Life at the other end of the line

Thousands of calls answered. Hundreds of aid packages monitored. A week of sleep sacrificed. SUBHA J RAO on the experience of coordinating flood relief helplines

December 10, 2015 03:37 pm | Updated March 24, 2016 02:54 pm IST - Chennai

CHENNAI, TAMIL NADU, 09/12/2015:  Chennai rain relief centre volunteers attending phone calls at Rama Kalyana Mantap, Arcot Road.  Photo: V. Ganesan

CHENNAI, TAMIL NADU, 09/12/2015: Chennai rain relief centre volunteers attending phone calls at Rama Kalyana Mantap, Arcot Road. Photo: V. Ganesan

Until last week, if you’d told me I could simultaneously handle conversations over two phones, and write down details at the same time, I would have laughed. Not any more.

December 1, 2015, changed it all for thousands of people across the city we lovingly call Singara Chennai. Overnight, many families had no contact with their loved ones. Water flowed everywhere. Luckily, so did basic human goodness.

The power lines were down in most parts, but some got lucky. I was one among them. WiFi worked, and that meant we were able to access the panic-filled tweets and Facebook messages that poured in from across the world.

The next four days were filled with incessant phone calls. Some people asked us to trace a family member, some beseeched us to go check in on their immobile grandparents. Hospitals ran out of food for patients, and some made desperate calls, asking for just 50 dinners for 125 patients and staff.  “We’ll manage, but please arrange for some food,” a doctor said.

The city is limping back to normalcy, but the desperation and helplessness in their voices is seared in our memories forever.

So many people handled rescue and relief calls. When the phones died, they tapped into any available WiFi network to handle WhatsApp messages. There was the case of the pregnant lady from Mudichur, another who was airlifted went on to deliver twins, patients who died in hospitals, families that waited with a deceased member, not knowing where to head out in the watery darkness…

The city was pushed to its limits, but how its people rose! Those on relief calls developed unlikely friendships.

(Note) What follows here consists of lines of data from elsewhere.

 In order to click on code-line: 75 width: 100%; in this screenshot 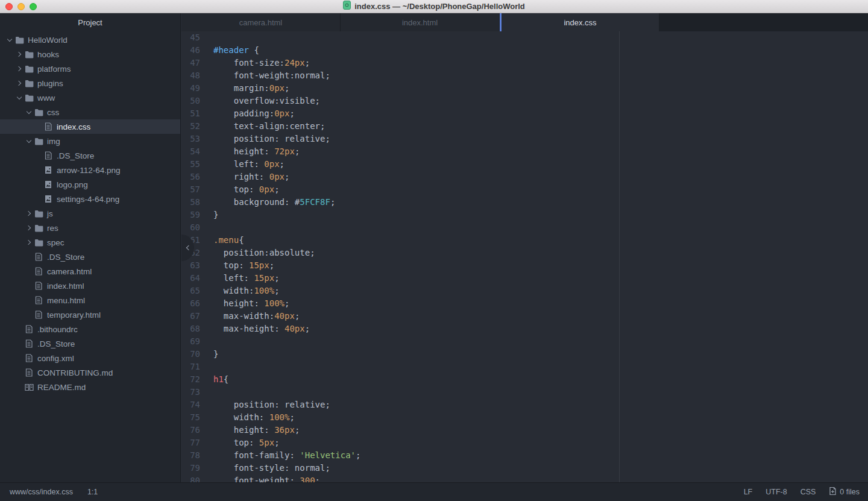, I will do `click(524, 417)`.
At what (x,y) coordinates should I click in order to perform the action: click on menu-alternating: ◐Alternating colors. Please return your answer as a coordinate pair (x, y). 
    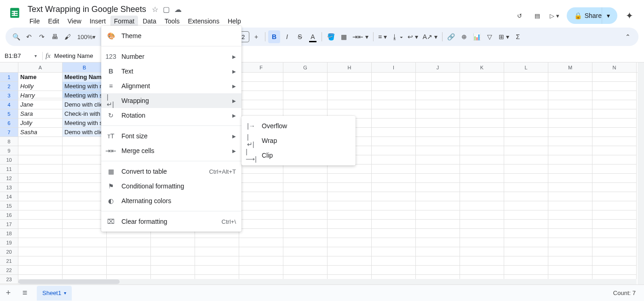
    Looking at the image, I should click on (171, 201).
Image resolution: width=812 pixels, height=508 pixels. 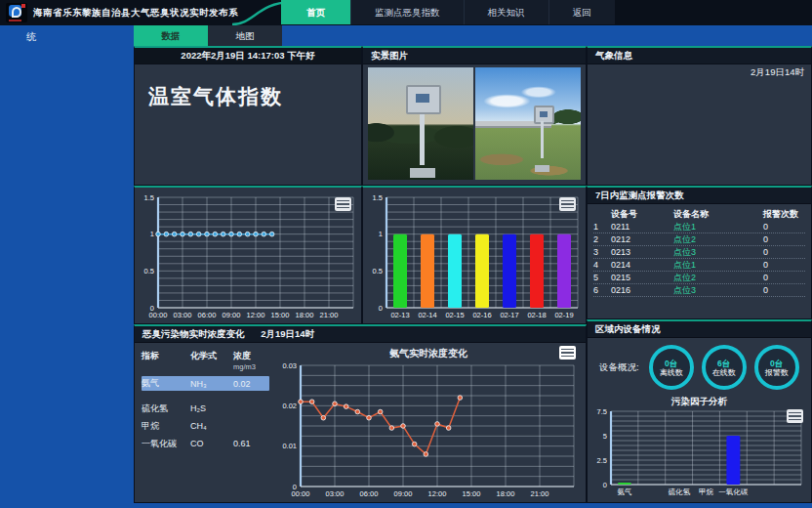 I want to click on pollutant-row-h2s: 硫化氢H₂S, so click(x=205, y=408).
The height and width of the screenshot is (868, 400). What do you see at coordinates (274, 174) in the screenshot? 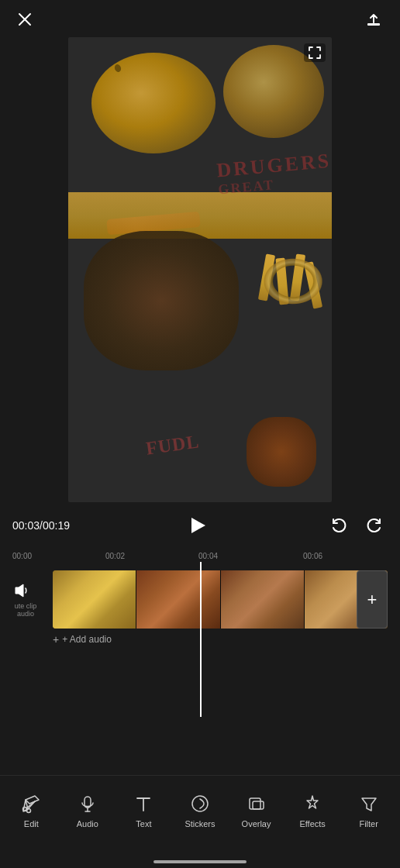
I see `brand-text-1: DRUGERS GREAT` at bounding box center [274, 174].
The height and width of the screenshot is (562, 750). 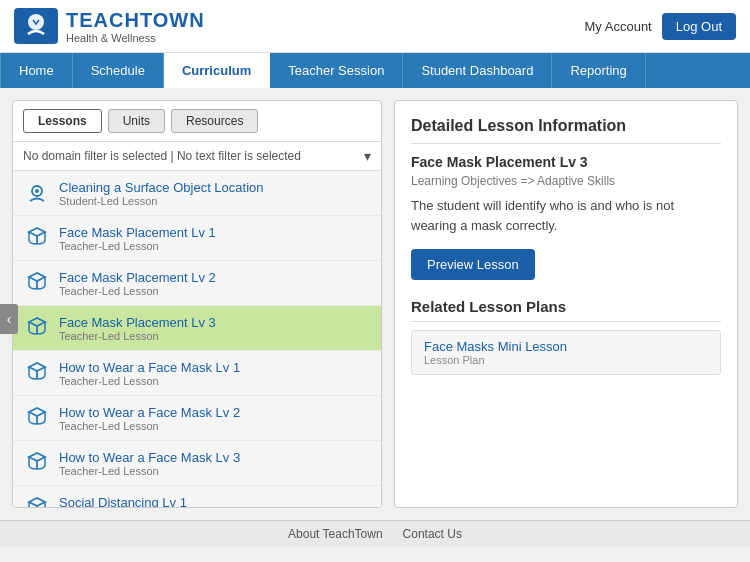 What do you see at coordinates (110, 26) in the screenshot?
I see `logo-area: TEACHTOWN Health & Wellness` at bounding box center [110, 26].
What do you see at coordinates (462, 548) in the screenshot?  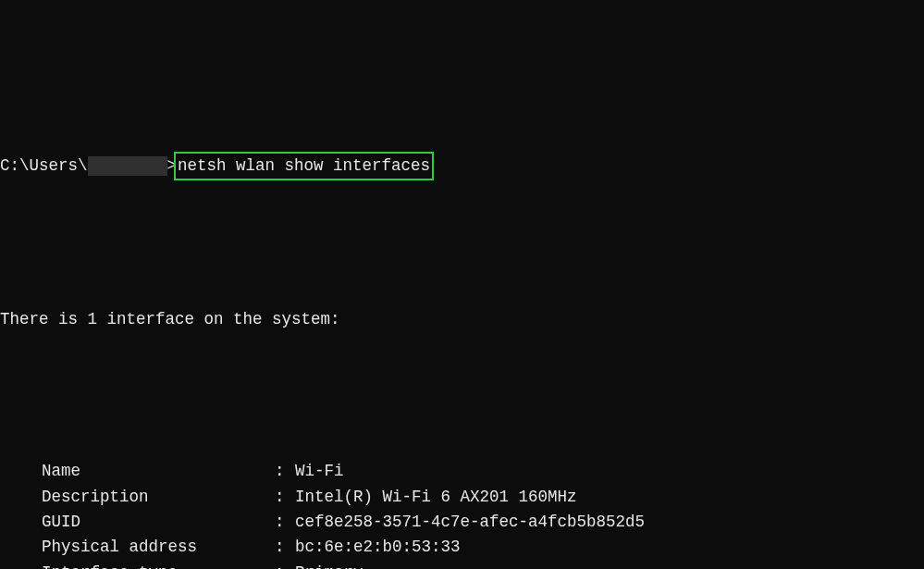 I see `detail-row: Physical address: bc:6e:e2:b0:53:33` at bounding box center [462, 548].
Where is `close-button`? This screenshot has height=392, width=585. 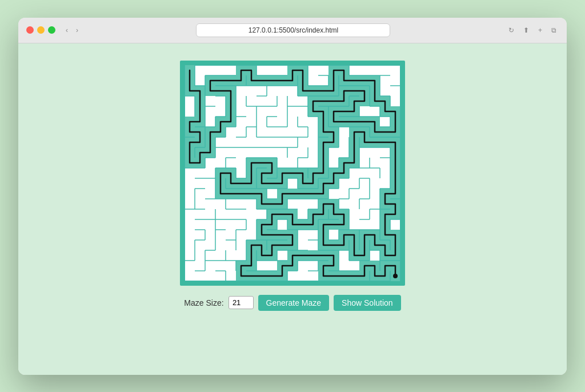 close-button is located at coordinates (30, 30).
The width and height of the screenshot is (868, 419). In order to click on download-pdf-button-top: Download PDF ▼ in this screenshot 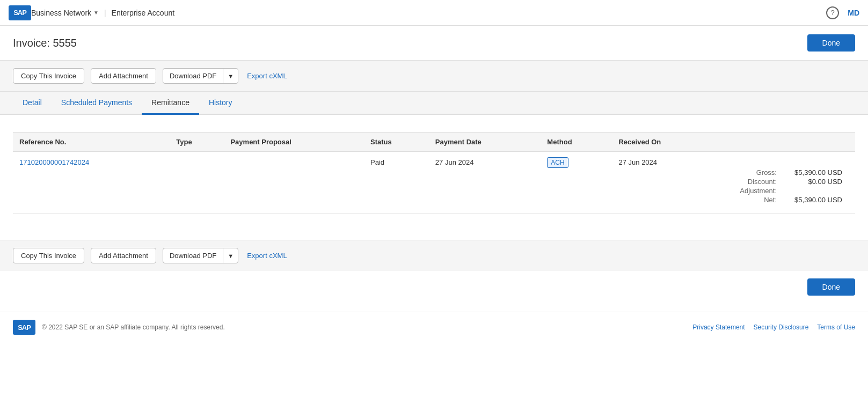, I will do `click(201, 76)`.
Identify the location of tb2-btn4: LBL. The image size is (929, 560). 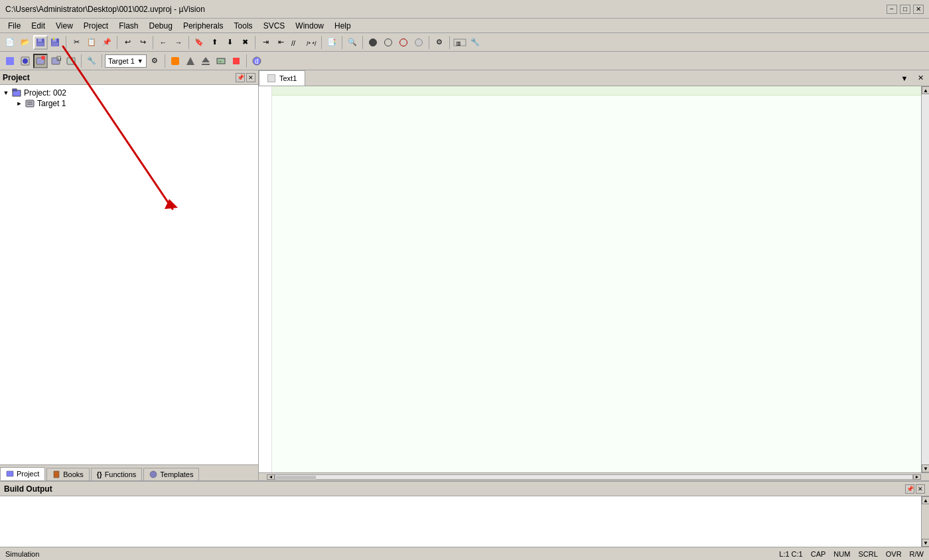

Our contact list brims with names prefixed with ‘flood’. These volunteers, running into hundreds, across Chennai and Bangalore, shared numbers and places to source supplies from. Nothing affected us for the first five days. Sleep did not matter, and all I did in the name of cooking was a one-pot meal that was breakfast, lunch and dinner. The dining table was my workspace, and by the time one finished a phone call, there would be 10 others, each as heart-breaking.

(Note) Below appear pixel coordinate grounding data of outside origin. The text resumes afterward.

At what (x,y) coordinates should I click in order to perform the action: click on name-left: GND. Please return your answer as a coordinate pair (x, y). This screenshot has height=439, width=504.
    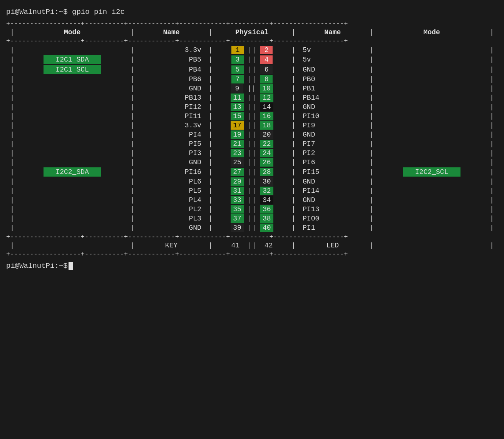
    Looking at the image, I should click on (171, 162).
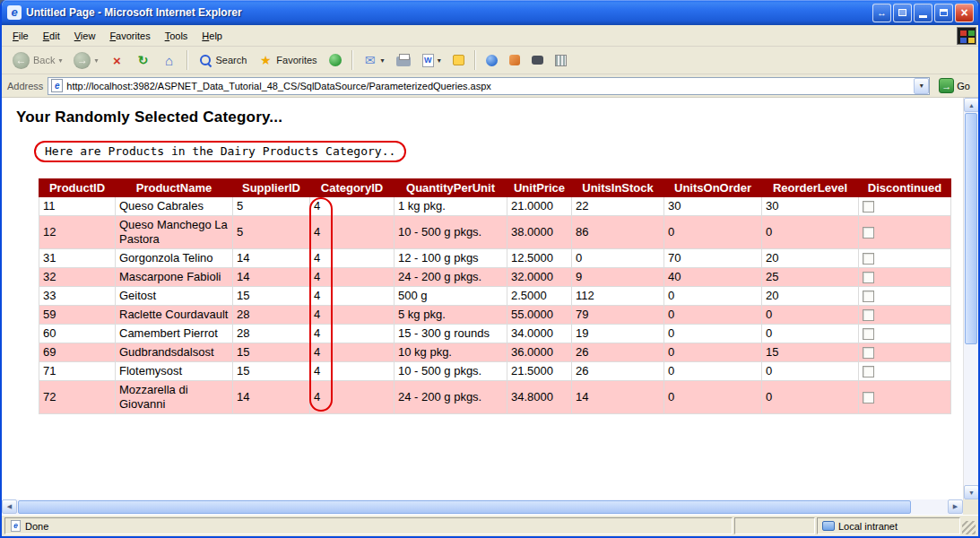 The height and width of the screenshot is (538, 980). What do you see at coordinates (714, 206) in the screenshot?
I see `cell-units-on-order: 30` at bounding box center [714, 206].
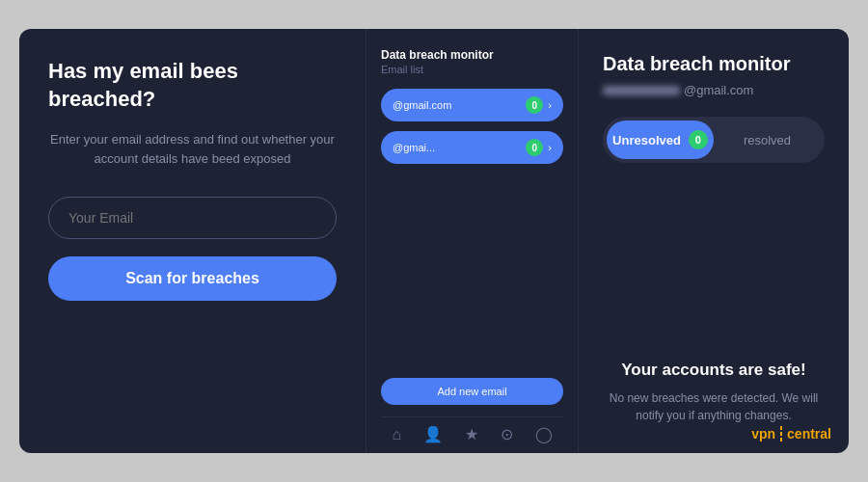 This screenshot has height=482, width=868. I want to click on person-icon: 👤, so click(433, 434).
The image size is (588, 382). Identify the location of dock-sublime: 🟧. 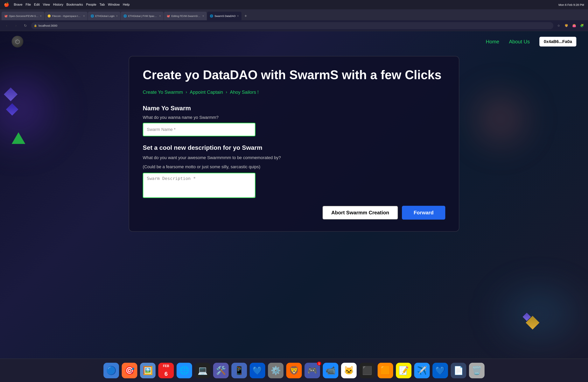
(385, 371).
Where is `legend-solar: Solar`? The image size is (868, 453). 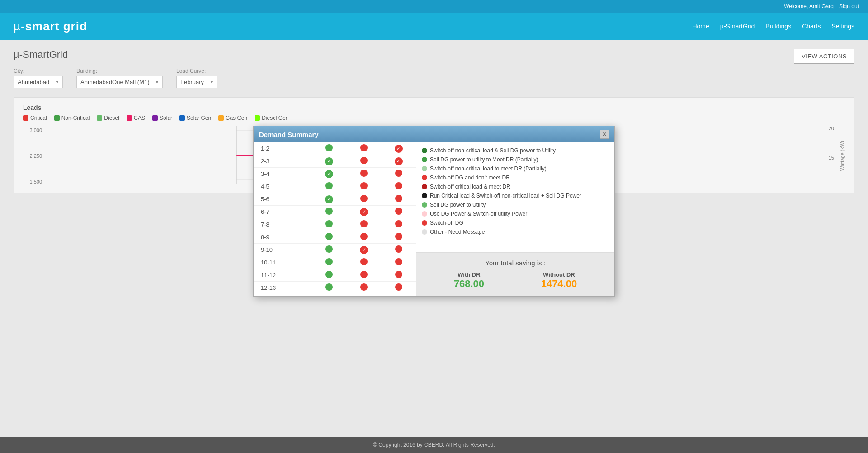
legend-solar: Solar is located at coordinates (162, 118).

I have entire sheets filled with addresses and phone numbers that I verified before passing on to the control room that took charge of any rescue calls.

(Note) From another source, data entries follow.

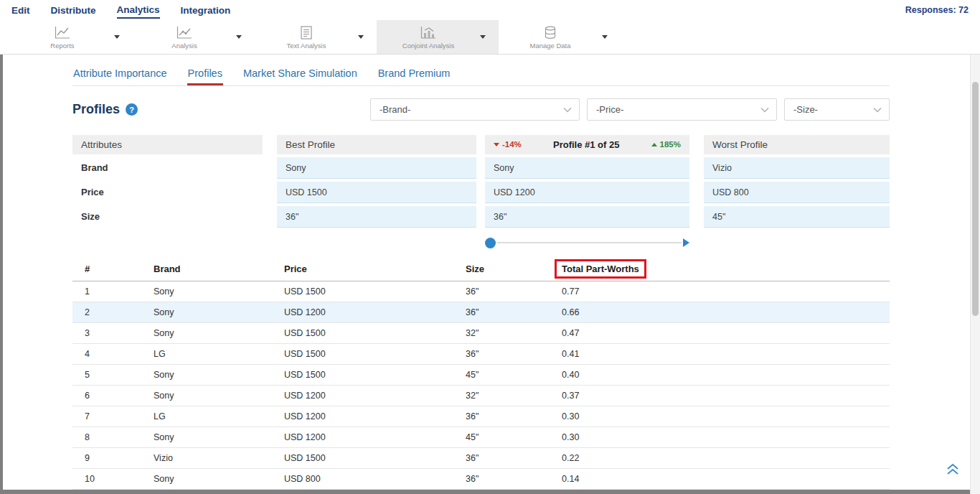 Image resolution: width=980 pixels, height=494 pixels. Describe the element at coordinates (300, 76) in the screenshot. I see `tab-market-share-simulation: Market Share Simulation` at that location.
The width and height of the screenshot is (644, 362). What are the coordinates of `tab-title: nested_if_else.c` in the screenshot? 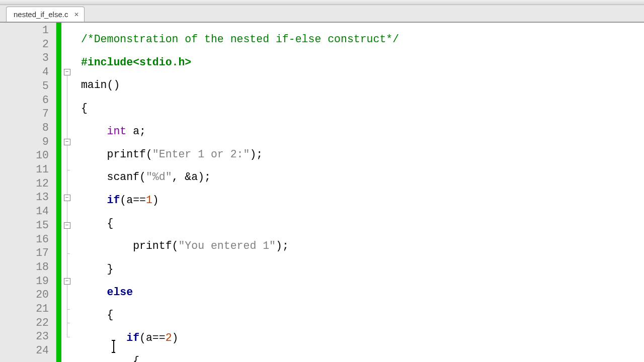 It's located at (41, 14).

In the midst of all this, you had some who used this opportunity to send you on a wild-goose chase. There was one tweet saying an RJ was bringing 10 truckloads of relief material from Bangalore and that he needed help with distribution. This was on Day 3 of the crisis, when everyone was hungry and desperate. Calls were unanswered, and the phone was switched off. The tweet was a hoax.

Another spoke of a request from Adyar Cancer Institute to rush a child there in an ambulance. The parents did not respond to my call. The cynic in me called the hospital. Dr. Shanta was on line. “These people are nothing short of criminals to do something like this during a crisis,” she said.

Those of us coordinating relief developed a new language that was crisp and concise. Napkins and panties were not ‘delicate’ words anymore. Young boys volunteering called. “Ma’am, you have panties? Naps?” Every source was tapped, every favour cashed in. The result? — sacks and sacks of everything from sambar powder and milk powder to cartons of milk and tubes of ointment. People brought loads of stuff from so many southern cities. There was little pilferage at source. It was a sight to see actors walk around with writing pads and pens, keeping track of every item that came in. So, a pack of 50,000 water purification tablets, delivered to the wrong person, was tracked to an Innova, down to its registration number.

There were happy calls too — from people who had found their loved ones. In the midst of joy, they took the time to get back to us. Nothing gave us more joy than seeing a number and name struck off the list.

The floods showed all the power of social media. Actors helpfully retweeted ‘verified’ messages. They went viral; sadly, some of them were ‘unverified’ ‘verified’ messages. Everything became a joke for some; even others’ agony. You had people calling you ‘sister’, and pinging constantly, with absolutely no brotherly love!

It’s been a little over a week since the crisis, and I’ve learnt a lot. I can now put a voice to desperation. Relief. Hunger. Thirst. I can put a voice to fear too.

I found it hard to smile. And then on Wednesday evening, I finally did. I’d called someone to order something, and was put on hold. Five minutes later, someone called for blankets. Another for mosquito coils and sanitary napkins. The first person came back online. “You want napkins or blankets? Which NGO? Which area?...” I rattled on. “But, you called me,” said a startled voice — it was the florist. I’d called to order carnations for the husband’s birthday!